Does an implied damages remedy under Bivens extend to claims against federal executive officials for an alleged unconstitutional policy of detention and harsh confinement implemented in the wake of a national security crisis?


Opinions:

Majority - Justice Kennedy

No. An implied damages remedy under Bivens does not extend to these claims. Expanding the Bivens remedy is a 'disfavored' judicial activity, and courts must hesitate before creating such a remedy in a new context where special factors are present. This case presents a new context because it involves high-level national security policies, differing meaningfully from the ordinary law enforcement actions in prior Bivens cases. Several special factors counsel hesitation: 1) the claims challenge national security policy, a prerogative of the political branches; 2) allowing the suit would risk disruptive judicial intrusion into sensitive executive functions and deliberations, potentially chilling officials from taking necessary actions in future crises; 3) alternative remedies, such as injunctive relief or a writ of habeas corpus, were potentially available, so this was not a 'damages or nothing' situation; and 4) Congress's failure to authorize a damages remedy despite its awareness of these detention policies suggests its silence was a deliberate choice. Therefore, the decision to create such a remedy rests with Congress, not the courts.

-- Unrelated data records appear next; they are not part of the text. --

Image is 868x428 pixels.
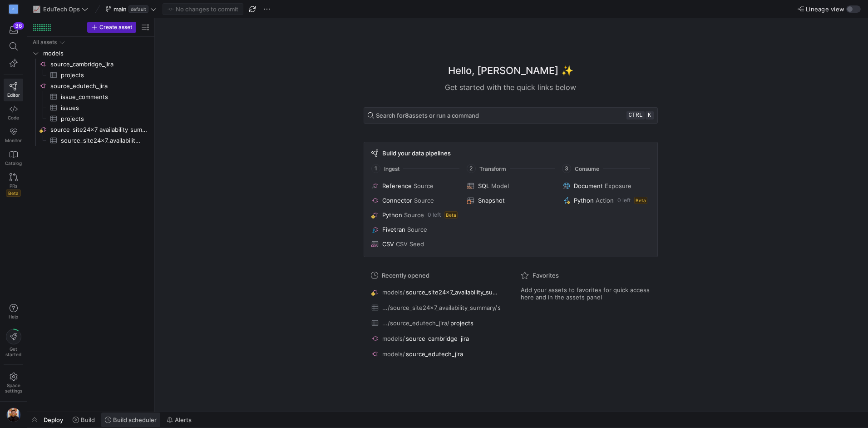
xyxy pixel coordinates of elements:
[414,197,434,204] span: Source
[646,111,654,119] kbd: k
[50,59,149,70] span: source_cambridge_jira​​​​​​​​
[43,6,80,13] span: EduTech Ops
[382,350,405,358] span: models/
[382,272,429,279] span: Recently opened
[382,240,394,248] span: CSV
[396,240,424,248] span: CSV Seed
[4,78,23,102] a: Editor
[369,302,503,314] button: .../source_site24x7_availability_summary/source_site24x7_availability_summary
[406,289,500,296] span: source_site24x7_availability_summary
[31,113,151,124] a: projects​​​​​​​​​
[521,286,651,301] span: Add your assets to favorites for quick access here and in the assets panel
[33,6,39,12] span: 📈
[444,211,458,218] span: Beta
[382,226,405,233] span: Fivetran
[478,182,489,190] span: SQL
[50,125,149,135] span: source_site24x7_availability_summary​​​​​​​​
[4,406,23,425] button: https://storage.googleapis.com/y42-prod-data-exchange/images/bg52tvgs8dxfpOhHYAd0g09LCcAxm85PnUXH...
[113,6,126,13] span: main
[31,113,151,124] div: Press SPACE to select this row.
[87,22,136,33] button: Create asset
[406,335,469,342] span: source_cambridge_jira
[31,58,151,70] div: Press SPACE to select this row.
[8,115,19,121] span: Code
[31,70,151,81] a: projects​​​​​​​​​
[382,289,405,296] span: models/
[13,22,24,30] div: 36
[113,416,157,423] span: Build scheduler
[31,81,151,91] div: Press SPACE to select this row.
[406,350,463,358] span: source_edutech_jira
[8,314,19,319] span: Help
[618,198,631,203] span: 0 left
[61,102,141,113] span: issues​​​​​​​​​
[33,39,57,46] div: All assets
[376,112,479,119] span: Search for assets or run a command
[404,211,424,218] span: Source
[498,304,500,311] span: source_site24x7_availability_summary
[369,348,503,360] button: models/source_edutech_jira
[382,150,451,157] span: Build your data pipelines
[61,92,141,102] span: issue_comments​​​​​​​​​
[605,182,631,190] span: Exposure
[81,416,95,423] span: Build
[382,319,449,326] span: .../source_edutech_jira/
[162,412,196,428] button: Alerts
[561,181,651,191] button: DocumentExposure
[465,181,555,191] button: SQLModel
[6,408,21,422] img: https://storage.googleapis.com/y42-prod-data-exchange/images/bg52tvgs8dxfpOhHYAd0g09LCcAxm85PnUXH...
[532,272,559,279] span: Favorites
[129,6,149,13] span: default
[31,91,151,102] div: Press SPACE to select this row.
[413,182,433,190] span: Source
[5,161,22,166] span: Catalog
[448,63,573,78] h1: Hello, [PERSON_NAME] ✨
[4,2,23,17] a: C
[69,412,99,428] button: Build
[31,135,151,146] div: Press SPACE to select this row.
[369,181,460,191] button: ReferenceSource
[31,124,151,135] a: source_site24x7_availability_summary​​​​​​​​
[369,286,503,298] button: models/source_site24x7_availability_summary
[99,24,132,30] span: Create asset
[4,326,23,361] button: Getstarted
[382,211,402,218] span: Python
[369,238,460,250] button: CSVCSV Seed
[31,37,151,48] div: Press SPACE to select this row.
[31,91,151,102] a: issue_comments​​​​​​​​​
[31,70,151,81] div: Press SPACE to select this row.
[6,190,21,197] span: Beta
[369,333,503,345] button: models/source_cambridge_jira
[31,3,90,15] button: 📈EduTech Ops
[561,195,651,206] button: PythonAction0 leftBeta
[635,197,647,204] span: Beta
[5,382,22,394] span: Space settings
[6,346,22,357] span: Get started
[428,212,441,218] span: 0 left
[408,226,428,233] span: Source
[465,195,555,206] button: Snapshot
[382,197,412,204] span: Connector
[5,138,22,143] span: Monitor
[405,112,409,119] strong: 8
[50,81,149,91] span: source_edutech_jira​​​​​​​​
[101,412,161,428] button: Build scheduler
[627,111,644,119] kbd: ctrl
[364,82,658,93] div: Get started with the quick links below
[175,416,192,423] span: Alerts
[382,335,405,342] span: models/
[4,102,23,124] a: Code
[10,183,18,189] span: PRs
[450,319,473,326] span: projects
[61,70,141,81] span: projects​​​​​​​​​
[31,124,151,135] div: Press SPACE to select this row.
[61,135,141,146] span: source_site24x7_availability_summary​​​​​​​​​
[103,3,159,15] button: maindefault
[369,317,503,329] button: .../source_edutech_jira/projects
[44,416,63,423] span: Deploy
[31,102,151,113] a: issues​​​​​​​​​
[9,5,18,14] div: C
[369,224,460,235] button: FivetranSource
[31,135,151,146] a: source_site24x7_availability_summary​​​​​​​​​
[595,197,614,204] span: Action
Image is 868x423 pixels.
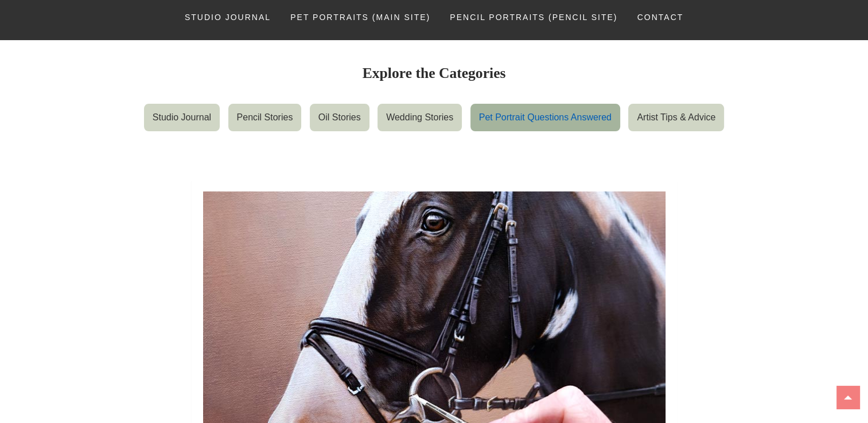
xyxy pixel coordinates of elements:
[228,104,302,131] a: Pencil Stories
[378,104,461,131] a: Wedding Stories
[144,104,220,131] a: Studio Journal
[470,104,620,131] a: Pet Portrait Questions Answered
[628,104,724,131] a: Artist Tips & Advice
[310,104,370,131] a: Oil Stories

Concurring - Justice Thomas

Yes, the Bivens remedy should not be extended. Bivens is a 'relic' of an era where the Court improperly assumed law-making powers and should be limited to the precise circumstances of the original cases, not extended. While joining the majority's reasoning on the detention policy claims, he would have reversed the prisoner abuse claim against Warden Hasty outright rather than remanding it. Additionally, he expressed growing concern with the Court's qualified immunity jurisprudence, arguing it has strayed from its historical common-law basis into a form of judicial policymaking that should be reconsidered.


Dissenting - Justice Breyer

Yes. The Bivens remedy should extend to these claims because this is not a new context. The respondents' claims of punitive confinement, physical abuse, and invidious discrimination are similar to the constitutional harms addressed in the original Bivens trilogy. Even if this were a new context, no special factors counsel hesitation, as alternative remedies like habeas corpus were likely unavailable due to a 'communications blackout' imposed on the detainees. The existing legal safeguards of qualified immunity and heightened pleading standards are sufficient to protect officials from frivolous suits without eliminating a remedy for clear constitutional violations. A damages action is particularly necessary to provide a check on executive power during times of national crisis when other branches may be overly deferential.



Analysis:

This decision significantly curtails the availability of Bivens remedies by establishing a broad definition of what constitutes a 'new context' requiring judicial hesitation. By treating any claim that differs 'in a meaningful way' from the original trilogy as new and defining 'special factors' to include national security, high-level policy, and separation of powers concerns, the Court makes it exceptionally difficult for plaintiffs to sue federal officials for damages. The ruling effectively insulates high-level executive policy decisions, particularly those made in the name of national security, from damages liability, shifting the authority to create such remedies almost exclusively to Congress. This reinforces a nearly forty-year trend of refusing to expand Bivens, thereby narrowing the path for redressing constitutional violations by federal officers.